Subgraph definition in GraphQL - Time & Space Complexity
When defining a subgraph in GraphQL, it is important to understand how the size of the data affects the work done.
We want to know how the time to process a subgraph grows as the data grows.
Analyze the time complexity of the following subgraph definition.
type Product @key(fields: "id") {
id: ID!
name: String
reviews: [Review]
}
type Review {
id: ID!
content: String
product: Product
}
This defines a subgraph with products and their reviews linked together.
Look for repeated data fetching or linking steps.
- Primary operation: Fetching each product and then fetching its list of reviews.
- How many times: For each product, the reviews are fetched, so the operation repeats for every product.
As the number of products and reviews grows, the total work grows too.
| Input Size (n products) | Approx. Operations |
|---|---|
| 10 | Fetch 10 products + their reviews |
| 100 | Fetch 100 products + their reviews |
| 1000 | Fetch 1000 products + their reviews |
Pattern observation: The work grows roughly in proportion to the number of products and their reviews.
Time Complexity: O(n + m)
This means the time grows linearly with the number of products (n) plus the number of reviews (m).
[X] Wrong: "Fetching a subgraph is always constant time because it's just one query."
[OK] Correct: Even one query can fetch many items, so the time depends on how many products and reviews are included.
Understanding how subgraph definitions affect data fetching helps you explain performance in real projects.
What if the reviews field was paginated? How would that change the time complexity?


■ Your task:
Go through the data below and copy each line that includes "half".
BEGIN Input data
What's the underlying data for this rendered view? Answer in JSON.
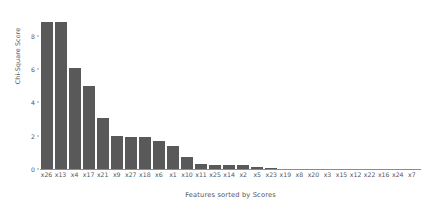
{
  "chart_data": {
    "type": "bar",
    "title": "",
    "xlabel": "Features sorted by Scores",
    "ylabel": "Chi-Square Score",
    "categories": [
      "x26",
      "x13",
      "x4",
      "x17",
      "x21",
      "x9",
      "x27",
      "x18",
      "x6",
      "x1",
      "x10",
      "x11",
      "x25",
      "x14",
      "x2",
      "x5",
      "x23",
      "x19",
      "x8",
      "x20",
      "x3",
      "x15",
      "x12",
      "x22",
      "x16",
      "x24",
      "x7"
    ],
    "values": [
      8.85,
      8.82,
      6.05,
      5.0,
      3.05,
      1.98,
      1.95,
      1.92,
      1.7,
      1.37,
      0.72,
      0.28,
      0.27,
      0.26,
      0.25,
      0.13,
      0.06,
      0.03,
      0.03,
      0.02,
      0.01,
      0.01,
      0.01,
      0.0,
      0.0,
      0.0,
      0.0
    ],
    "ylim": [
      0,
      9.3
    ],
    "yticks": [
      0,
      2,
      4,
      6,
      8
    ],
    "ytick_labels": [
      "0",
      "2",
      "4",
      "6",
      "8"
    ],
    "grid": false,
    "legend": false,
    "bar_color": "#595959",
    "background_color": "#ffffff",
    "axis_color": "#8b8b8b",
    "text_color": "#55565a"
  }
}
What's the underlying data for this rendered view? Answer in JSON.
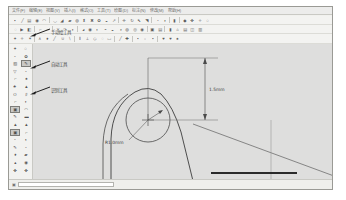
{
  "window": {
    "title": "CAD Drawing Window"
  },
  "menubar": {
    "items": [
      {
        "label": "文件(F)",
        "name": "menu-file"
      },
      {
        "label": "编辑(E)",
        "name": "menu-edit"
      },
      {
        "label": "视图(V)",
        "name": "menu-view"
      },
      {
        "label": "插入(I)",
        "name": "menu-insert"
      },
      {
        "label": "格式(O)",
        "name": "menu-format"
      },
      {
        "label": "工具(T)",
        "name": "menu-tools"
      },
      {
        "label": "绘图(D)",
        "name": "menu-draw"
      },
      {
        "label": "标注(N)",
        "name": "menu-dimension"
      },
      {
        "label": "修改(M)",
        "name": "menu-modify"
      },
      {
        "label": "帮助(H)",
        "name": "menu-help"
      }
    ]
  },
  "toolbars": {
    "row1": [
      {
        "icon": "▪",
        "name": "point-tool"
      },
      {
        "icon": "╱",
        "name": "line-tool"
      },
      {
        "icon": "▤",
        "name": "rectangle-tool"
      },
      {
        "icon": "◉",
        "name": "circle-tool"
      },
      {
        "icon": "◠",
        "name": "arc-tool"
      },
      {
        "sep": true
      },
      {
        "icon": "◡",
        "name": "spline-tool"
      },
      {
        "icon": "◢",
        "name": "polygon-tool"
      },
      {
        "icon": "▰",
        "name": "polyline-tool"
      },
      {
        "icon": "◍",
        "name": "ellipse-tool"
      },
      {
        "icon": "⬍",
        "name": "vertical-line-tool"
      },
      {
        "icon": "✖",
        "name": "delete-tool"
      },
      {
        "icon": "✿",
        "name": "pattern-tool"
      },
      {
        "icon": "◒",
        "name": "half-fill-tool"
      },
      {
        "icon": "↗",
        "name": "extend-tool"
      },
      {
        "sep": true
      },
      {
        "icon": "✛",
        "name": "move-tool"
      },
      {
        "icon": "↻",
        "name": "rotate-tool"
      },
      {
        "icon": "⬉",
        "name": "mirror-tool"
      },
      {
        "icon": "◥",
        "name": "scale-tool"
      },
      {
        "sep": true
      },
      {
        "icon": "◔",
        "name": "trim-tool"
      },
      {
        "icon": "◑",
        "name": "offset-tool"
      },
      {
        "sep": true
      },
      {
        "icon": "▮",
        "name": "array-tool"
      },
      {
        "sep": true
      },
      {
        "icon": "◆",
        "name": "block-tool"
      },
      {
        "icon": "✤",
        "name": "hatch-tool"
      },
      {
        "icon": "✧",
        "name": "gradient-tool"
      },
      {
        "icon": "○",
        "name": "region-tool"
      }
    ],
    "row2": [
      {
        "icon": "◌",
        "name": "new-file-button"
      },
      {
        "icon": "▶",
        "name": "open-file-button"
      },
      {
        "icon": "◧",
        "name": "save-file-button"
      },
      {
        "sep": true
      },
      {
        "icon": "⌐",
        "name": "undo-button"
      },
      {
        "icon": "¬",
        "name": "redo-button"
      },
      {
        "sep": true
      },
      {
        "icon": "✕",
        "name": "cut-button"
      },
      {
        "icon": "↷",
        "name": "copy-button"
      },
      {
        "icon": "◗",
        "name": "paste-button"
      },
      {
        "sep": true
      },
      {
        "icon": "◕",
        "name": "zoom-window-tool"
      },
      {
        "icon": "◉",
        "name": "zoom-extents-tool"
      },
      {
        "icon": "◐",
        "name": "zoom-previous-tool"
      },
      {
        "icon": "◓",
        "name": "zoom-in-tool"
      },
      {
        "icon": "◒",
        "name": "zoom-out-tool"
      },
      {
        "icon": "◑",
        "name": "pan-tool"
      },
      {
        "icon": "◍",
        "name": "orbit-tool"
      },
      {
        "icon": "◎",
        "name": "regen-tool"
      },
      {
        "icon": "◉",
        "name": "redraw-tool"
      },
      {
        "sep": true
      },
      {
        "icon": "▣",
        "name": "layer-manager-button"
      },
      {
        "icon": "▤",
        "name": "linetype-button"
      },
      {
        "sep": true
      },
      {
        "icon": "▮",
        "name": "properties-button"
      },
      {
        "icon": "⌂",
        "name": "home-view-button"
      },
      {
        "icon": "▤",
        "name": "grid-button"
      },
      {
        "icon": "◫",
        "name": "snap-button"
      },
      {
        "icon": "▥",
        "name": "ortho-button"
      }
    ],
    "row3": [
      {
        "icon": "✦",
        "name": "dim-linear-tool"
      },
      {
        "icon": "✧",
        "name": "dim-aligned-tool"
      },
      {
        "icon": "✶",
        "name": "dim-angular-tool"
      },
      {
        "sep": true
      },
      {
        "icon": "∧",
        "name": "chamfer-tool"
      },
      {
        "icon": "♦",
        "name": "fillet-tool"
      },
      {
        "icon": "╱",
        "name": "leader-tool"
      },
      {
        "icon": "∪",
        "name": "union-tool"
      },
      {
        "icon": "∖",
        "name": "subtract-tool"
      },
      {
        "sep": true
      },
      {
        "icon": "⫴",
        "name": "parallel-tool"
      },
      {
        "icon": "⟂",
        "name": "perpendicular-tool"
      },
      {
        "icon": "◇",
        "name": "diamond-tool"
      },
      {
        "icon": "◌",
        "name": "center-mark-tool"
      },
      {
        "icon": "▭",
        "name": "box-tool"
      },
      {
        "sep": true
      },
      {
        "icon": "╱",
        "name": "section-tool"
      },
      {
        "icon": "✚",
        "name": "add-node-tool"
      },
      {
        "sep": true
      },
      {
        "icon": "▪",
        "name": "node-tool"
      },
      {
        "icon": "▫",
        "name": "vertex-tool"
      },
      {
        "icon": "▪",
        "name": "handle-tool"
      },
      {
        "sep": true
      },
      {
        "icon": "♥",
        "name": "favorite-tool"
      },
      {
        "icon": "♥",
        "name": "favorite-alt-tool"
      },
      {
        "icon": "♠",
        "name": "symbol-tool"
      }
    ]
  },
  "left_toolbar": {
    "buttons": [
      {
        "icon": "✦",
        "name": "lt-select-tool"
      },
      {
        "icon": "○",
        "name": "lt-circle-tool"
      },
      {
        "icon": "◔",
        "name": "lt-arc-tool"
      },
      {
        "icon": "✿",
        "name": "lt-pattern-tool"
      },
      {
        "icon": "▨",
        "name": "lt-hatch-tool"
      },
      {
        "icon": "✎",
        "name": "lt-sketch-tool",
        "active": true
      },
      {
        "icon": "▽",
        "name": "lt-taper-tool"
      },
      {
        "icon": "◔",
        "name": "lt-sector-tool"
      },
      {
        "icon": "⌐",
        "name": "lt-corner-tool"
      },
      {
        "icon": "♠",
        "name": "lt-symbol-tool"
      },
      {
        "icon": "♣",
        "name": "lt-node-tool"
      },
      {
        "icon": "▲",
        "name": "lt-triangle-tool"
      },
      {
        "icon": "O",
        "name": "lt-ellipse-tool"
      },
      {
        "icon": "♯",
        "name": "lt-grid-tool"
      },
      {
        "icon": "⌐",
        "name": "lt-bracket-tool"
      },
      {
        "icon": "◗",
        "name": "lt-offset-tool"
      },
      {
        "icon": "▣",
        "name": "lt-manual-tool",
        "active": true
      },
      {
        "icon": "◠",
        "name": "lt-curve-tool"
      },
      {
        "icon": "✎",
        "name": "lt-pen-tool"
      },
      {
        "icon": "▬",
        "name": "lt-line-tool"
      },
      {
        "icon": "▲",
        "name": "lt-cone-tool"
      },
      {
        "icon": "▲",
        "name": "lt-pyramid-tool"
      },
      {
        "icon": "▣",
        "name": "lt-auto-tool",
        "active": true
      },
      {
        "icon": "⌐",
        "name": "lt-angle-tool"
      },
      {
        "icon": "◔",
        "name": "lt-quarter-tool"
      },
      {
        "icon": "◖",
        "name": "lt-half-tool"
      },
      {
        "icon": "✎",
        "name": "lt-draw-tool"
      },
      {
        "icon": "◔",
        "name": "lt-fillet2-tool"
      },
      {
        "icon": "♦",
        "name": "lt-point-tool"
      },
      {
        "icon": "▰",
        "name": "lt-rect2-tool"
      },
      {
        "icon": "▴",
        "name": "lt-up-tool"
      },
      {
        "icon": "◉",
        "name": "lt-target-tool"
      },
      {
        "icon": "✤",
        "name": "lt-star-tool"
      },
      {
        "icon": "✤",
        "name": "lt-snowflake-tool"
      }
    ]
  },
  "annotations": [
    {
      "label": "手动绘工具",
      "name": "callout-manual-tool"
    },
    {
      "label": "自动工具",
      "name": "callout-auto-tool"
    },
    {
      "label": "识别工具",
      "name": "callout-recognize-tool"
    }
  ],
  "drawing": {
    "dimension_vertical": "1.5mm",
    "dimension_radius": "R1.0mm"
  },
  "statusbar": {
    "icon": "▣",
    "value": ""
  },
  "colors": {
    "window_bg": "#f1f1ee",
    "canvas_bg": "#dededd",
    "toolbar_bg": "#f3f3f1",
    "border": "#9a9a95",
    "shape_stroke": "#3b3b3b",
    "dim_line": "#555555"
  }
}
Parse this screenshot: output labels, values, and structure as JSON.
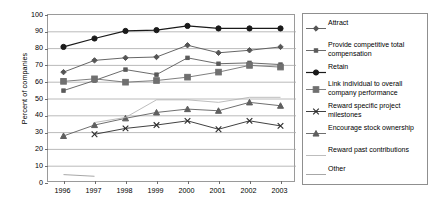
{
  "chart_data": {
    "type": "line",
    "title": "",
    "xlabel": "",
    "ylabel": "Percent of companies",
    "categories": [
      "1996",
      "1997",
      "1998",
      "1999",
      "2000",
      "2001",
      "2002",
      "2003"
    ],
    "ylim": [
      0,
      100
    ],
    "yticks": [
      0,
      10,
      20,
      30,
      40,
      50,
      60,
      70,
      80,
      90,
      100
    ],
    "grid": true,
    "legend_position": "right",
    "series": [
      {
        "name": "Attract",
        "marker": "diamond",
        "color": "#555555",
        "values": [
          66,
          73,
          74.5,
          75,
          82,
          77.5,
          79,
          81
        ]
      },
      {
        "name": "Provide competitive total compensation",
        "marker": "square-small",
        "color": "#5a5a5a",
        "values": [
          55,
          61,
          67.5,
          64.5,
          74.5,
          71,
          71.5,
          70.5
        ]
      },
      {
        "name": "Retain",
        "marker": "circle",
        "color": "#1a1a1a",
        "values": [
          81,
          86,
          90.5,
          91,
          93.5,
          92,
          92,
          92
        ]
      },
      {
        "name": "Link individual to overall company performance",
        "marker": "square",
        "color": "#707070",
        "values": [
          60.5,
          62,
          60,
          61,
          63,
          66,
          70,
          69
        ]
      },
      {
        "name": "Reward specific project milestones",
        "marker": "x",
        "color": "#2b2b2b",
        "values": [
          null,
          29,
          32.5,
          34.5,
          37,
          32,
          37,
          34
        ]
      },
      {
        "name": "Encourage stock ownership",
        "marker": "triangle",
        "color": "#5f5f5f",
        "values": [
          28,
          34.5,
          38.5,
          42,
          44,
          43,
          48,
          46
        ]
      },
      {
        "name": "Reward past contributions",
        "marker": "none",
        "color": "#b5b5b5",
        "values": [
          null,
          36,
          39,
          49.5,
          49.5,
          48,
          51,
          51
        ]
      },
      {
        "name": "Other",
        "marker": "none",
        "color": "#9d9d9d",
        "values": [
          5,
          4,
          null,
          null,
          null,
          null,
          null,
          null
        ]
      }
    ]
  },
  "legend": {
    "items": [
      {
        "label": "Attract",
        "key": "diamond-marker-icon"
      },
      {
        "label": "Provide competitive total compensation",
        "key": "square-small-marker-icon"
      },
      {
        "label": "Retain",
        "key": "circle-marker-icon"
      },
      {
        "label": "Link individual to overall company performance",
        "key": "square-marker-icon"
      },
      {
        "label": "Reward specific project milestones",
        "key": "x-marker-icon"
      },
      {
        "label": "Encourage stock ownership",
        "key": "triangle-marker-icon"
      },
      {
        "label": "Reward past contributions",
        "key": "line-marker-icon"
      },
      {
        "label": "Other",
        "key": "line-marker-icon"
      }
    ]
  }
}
END Input data
■ Solution:
        "name": "half-fill-tool"
        "name": "lt-half-tool"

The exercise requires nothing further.